Film festival aims to raise awareness of refugees

A scene from "Last Men in Aleppo"
By Ko Dong-hwan
The fourth annual non-competitive film festival founded to raise awareness of refugees in Korea was held on June 17.
The small-scale festival at Seoul Cinema in Jung-gu featured three back-to-back films each followed by guest speakers in group-visit (GV) sessions.
With its thematic catchphrase “Meet and Greet,” this year's festival first screened “Last Men in Aleppo,” a 2017 documentary about the Syrian civil war.
Directed by Firas Fayyad, the movie follows three founders of White Helmet ― an organization of ordinary citizens who rush to sites of military strikes and attacks in the hope of saving lives. The voluntary rescuers, torn between horrific scenes of reality and their own commitment, ask themselves whether to flee their country or stay and fight for it.
The movie won the World Documentary Grand Jury Prize at the 2017 Sundance Film Festival and was nominated for Best Documentary Feature at the 90th Academy Awards in March this year.
Guest speakers were Abdul Wahab from Help Syria, a Korean civic aid group dedicated to war-torn Syria, and lawyer Lee Il from Advocate for Public Interest Law (APIL) who has remained close to about 1,200 Syrian refugees in Korea.
The refugee film festival began in 2015 when a network of Korean activists trying to raise awareness of refugees in Korea decided that usual methods like flash mobs and distributing leaflets at street booths were no longer effective.
After basing their campaign around World Refugee Day on June 20 since 2011, they turned to hosting a film festival. This year, 12 civic groups sponsored the festival. The groups include whistleblowers on migrant and immigrant issues, public law firms, human rights foundations and a community for migrant women.
The festival also featured a Korean film “The Breath,” a documentary, released for the first time at the festival, about Jumma people from Bangladesh who live in Gimpo, Gyeonggi, as refugees. Some of the refugees appeared as guest speakers.
The last film “Nice People” from 2015 is about 3,000 Somali refugees in a small town in Sweden who play bandy ― a winter sport similar to ice hockey ― with the aim of competing in an international championship. Ultimately, their efforts help overcome local Swedish prejudice against them. Representatives of Korean activist groups fighting for migrant women attended as guests.
Hosted by APIL and the refugee supporter network, the festival aims to publicize the fact that there are refugees in Korea and that Koreans must get along with them.
Although South Korea became the first country in East Asia to enact its own refugee law in 2012, the country has accepted only 2 percent of applicants for refugee status.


About this task:
Pictures excluded, copy all of the data below exactly.

Extracted material:
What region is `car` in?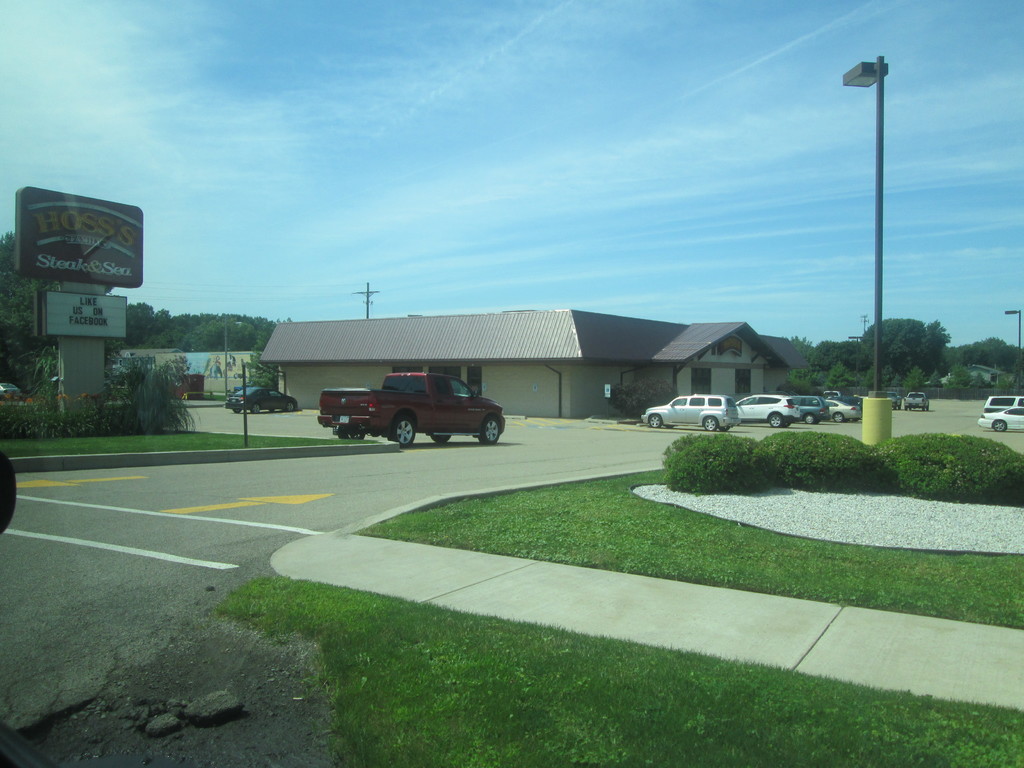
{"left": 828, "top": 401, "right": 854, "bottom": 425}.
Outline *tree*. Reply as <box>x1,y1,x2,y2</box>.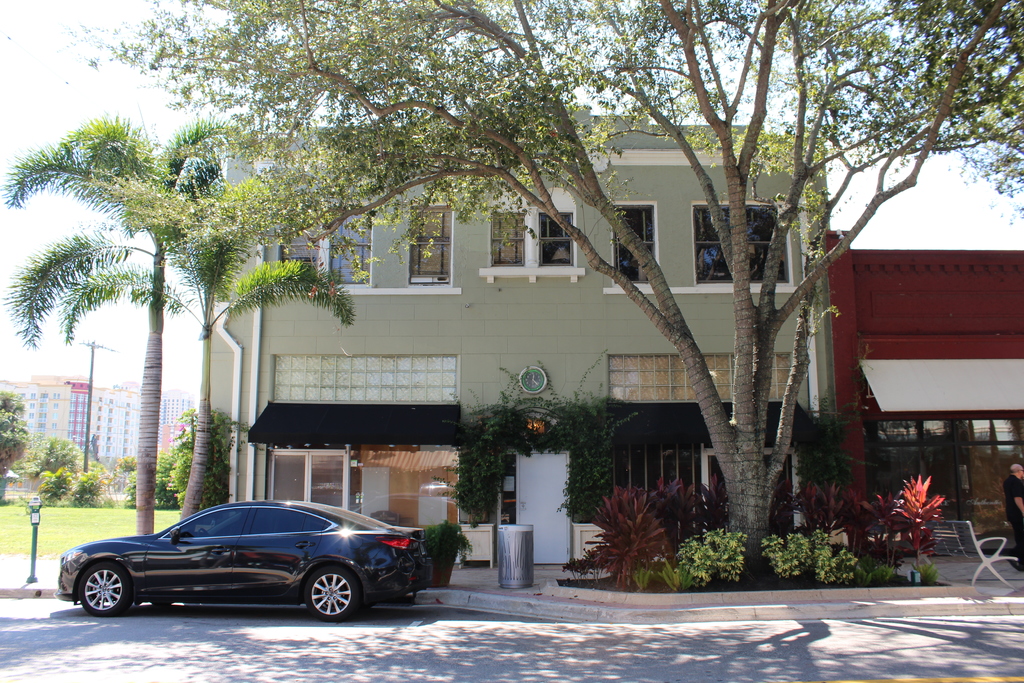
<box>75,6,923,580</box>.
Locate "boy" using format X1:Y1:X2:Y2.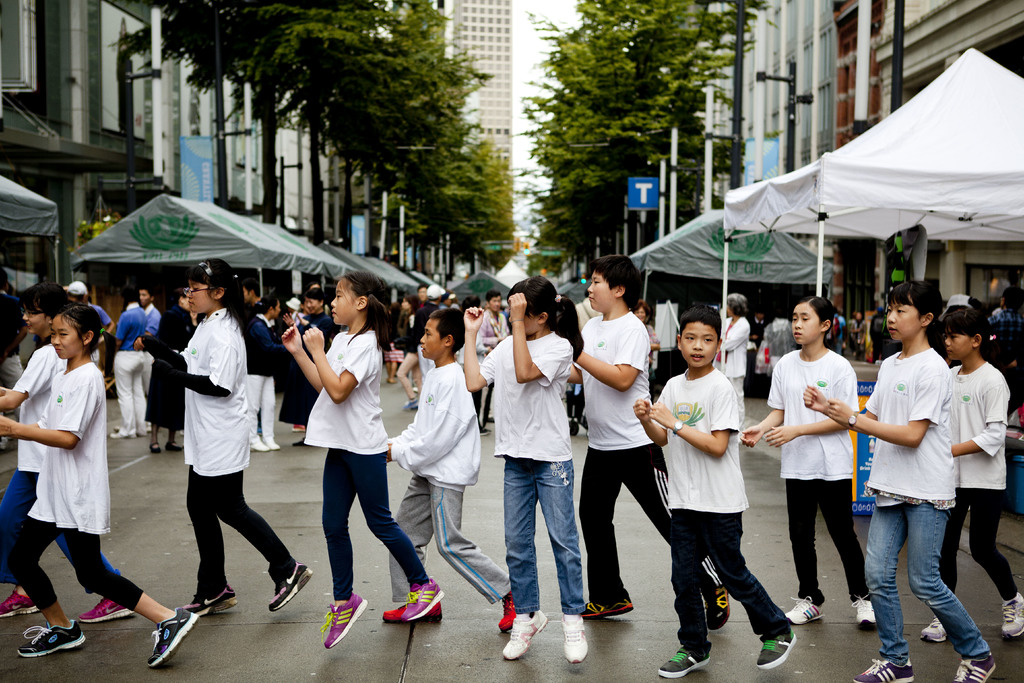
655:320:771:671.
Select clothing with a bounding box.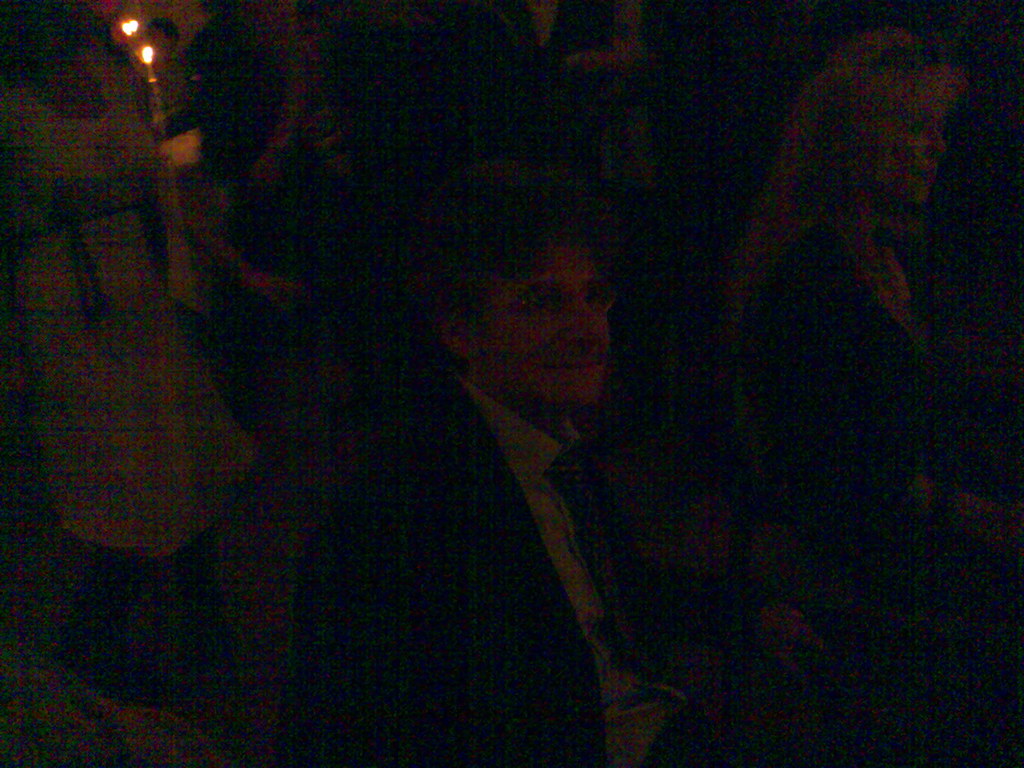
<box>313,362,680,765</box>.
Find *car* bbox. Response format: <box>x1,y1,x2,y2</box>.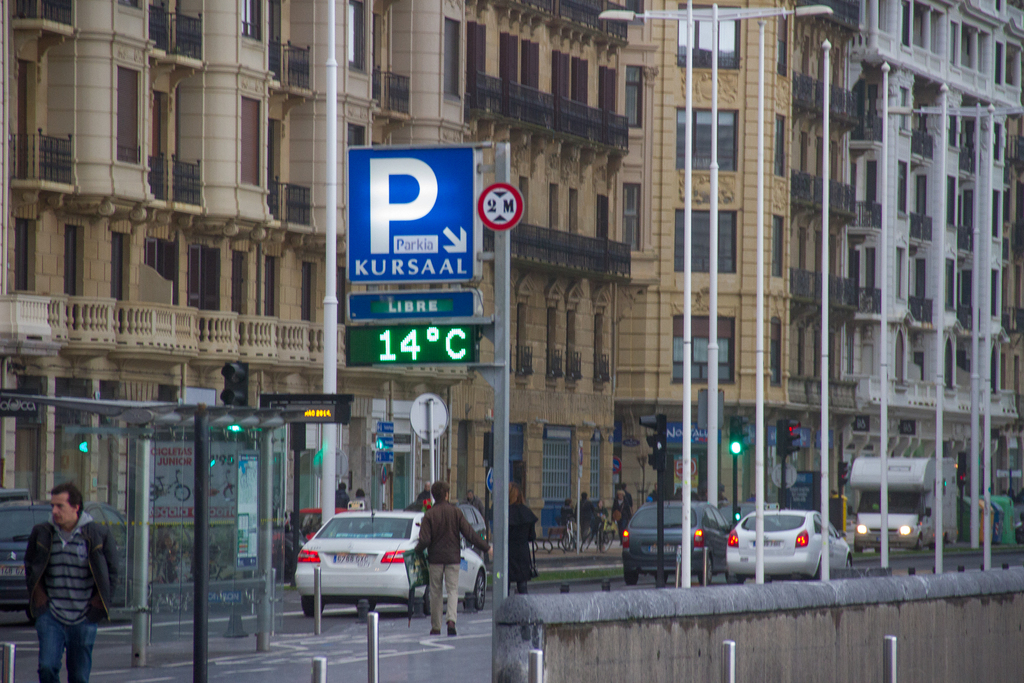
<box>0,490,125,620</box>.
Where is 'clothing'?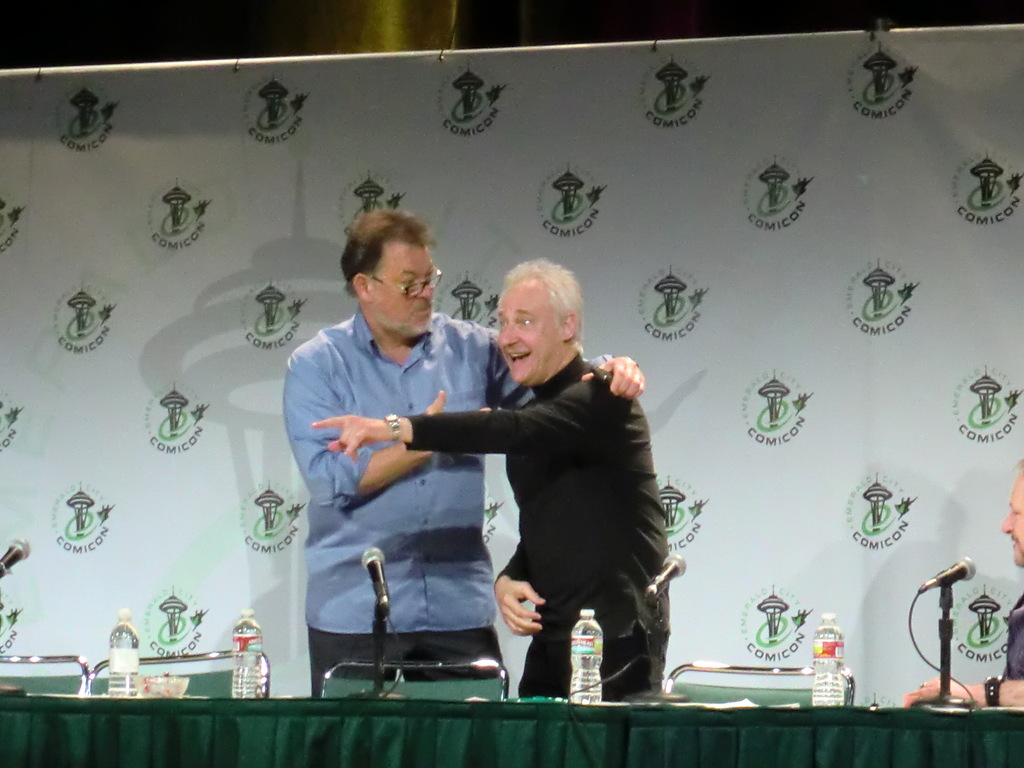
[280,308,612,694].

Exercise response:
What region is `car` in?
{"left": 828, "top": 401, "right": 854, "bottom": 425}.
Outline *tree*. Reply as <box>x1,y1,x2,y2</box>.
<box>75,6,923,580</box>.
Locate "boy" using format X1:Y1:X2:Y2.
655:320:771:671.
Select clothing with a bounding box.
<box>313,362,680,765</box>.
Find *car* bbox. Response format: <box>x1,y1,x2,y2</box>.
<box>0,490,125,620</box>.
Where is 'clothing'?
[280,308,612,694].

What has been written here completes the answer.